I have covid…again. I first got covid back in Nov 2020. It was a breeze. My only symptoms were mild congestion and loss of taste and smell. I wasn’t vaccinated then. Vaccinations weren’t available yet, but I am double-vaccinated and boosted now, and covid is kicking my ass.

I was healthier in Nov 2020 when I dealt with covid as an unvaccinated person, as opposed to how I’ve been the past year, and I’m sure that is making a difference.  It’s almost laughable that someone like me gets covid. At the time I tested positive I hadn’t been out of the house (except for dog walks) in almost two weeks and the only people outside my household I was around was my neighbor, who came over and sat with me and my dog in the grass and chatted for a bit, and four members of my extended family who visited for a couple hours. But that’s all it took. Being in contact with five people I don’t live with was enough to give me covid. It’s no wonder cases are starting to surge again.

I’ll get through this bout of covid just as I did a year and a half ago. My only concern is any long-term effect it may have on the Myasthenia Gravis that I have. I can’t be one hundred percent certain that the flareup I’ve been living through the past fourteen months wasn’t triggered by my Nov 2020 covid diagnosis. The doctors I’ve talked to can’t say for sure. I had no lingering effects from that first covid case. I went back to living normally for four months until my current flareup started and fourteen months later, I’m still living it.

I only hope the covid inside my body now won’t make me worse months down the road because I desperately need to get better. Get my life back. It’s crazy and awfully scary how fast life can change.

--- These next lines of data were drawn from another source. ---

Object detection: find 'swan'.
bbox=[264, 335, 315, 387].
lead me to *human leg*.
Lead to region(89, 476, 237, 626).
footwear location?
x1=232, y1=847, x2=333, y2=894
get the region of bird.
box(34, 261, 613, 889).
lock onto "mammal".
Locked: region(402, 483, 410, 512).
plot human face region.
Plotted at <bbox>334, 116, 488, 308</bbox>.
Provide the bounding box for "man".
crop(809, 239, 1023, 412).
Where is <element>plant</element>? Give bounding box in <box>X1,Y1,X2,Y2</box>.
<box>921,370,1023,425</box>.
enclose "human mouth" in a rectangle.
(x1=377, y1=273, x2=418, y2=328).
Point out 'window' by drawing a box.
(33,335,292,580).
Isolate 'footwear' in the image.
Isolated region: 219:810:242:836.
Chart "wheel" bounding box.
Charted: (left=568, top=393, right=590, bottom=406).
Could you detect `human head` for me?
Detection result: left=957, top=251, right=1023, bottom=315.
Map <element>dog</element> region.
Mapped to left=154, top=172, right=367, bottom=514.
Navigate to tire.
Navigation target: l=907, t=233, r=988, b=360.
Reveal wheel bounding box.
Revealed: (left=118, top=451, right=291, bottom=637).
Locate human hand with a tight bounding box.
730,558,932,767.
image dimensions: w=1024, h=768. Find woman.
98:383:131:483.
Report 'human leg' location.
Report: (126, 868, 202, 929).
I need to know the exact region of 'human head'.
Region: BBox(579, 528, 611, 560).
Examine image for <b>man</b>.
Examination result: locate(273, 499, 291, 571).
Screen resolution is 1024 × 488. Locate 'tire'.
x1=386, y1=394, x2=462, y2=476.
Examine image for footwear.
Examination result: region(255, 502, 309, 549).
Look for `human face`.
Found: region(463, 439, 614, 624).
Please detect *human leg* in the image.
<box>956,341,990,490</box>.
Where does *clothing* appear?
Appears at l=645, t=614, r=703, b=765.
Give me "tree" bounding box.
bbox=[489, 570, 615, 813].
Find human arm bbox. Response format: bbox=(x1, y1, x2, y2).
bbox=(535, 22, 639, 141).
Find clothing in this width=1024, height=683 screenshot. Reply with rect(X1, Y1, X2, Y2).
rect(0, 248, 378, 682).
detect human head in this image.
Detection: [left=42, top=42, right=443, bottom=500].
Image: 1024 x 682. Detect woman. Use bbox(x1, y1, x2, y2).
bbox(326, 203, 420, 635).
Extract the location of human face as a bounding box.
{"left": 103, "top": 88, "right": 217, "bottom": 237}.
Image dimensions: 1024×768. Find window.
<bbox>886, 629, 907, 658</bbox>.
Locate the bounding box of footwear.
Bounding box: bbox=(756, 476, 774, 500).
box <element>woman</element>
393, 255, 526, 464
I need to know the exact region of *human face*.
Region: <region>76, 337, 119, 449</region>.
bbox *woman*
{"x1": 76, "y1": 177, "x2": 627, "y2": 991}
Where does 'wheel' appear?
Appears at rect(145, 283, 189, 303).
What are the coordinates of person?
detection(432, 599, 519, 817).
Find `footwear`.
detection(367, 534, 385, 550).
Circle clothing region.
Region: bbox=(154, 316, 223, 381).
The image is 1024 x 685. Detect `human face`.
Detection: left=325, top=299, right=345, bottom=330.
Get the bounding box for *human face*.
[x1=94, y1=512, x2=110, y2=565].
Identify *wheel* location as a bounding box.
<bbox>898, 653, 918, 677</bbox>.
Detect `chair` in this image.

I look at pictures from 2019, just three years ago, and it feels like another lifetime because it’s been so long since I’ve lived “normally.” I went from isolating in 2020 because of a deadly virus, to isolating in 2021 because of a flareup in my health that now, over five months into 2022, I’m still dealing with.

I know I’m not the only one dealing with lingering health issues that make getting out of bed feel like an Olympic accomplishment. You’re not alone. I know that can be an easy concept to forget when health issues can frustrate and depress every fiber of your soul. But you’re not alone. Reach out if you need help. I do. All the time. I have friends that must feel like veteran therapists of fifty years after dealing with me this past year.

I tell them every day how appreciative I am of them.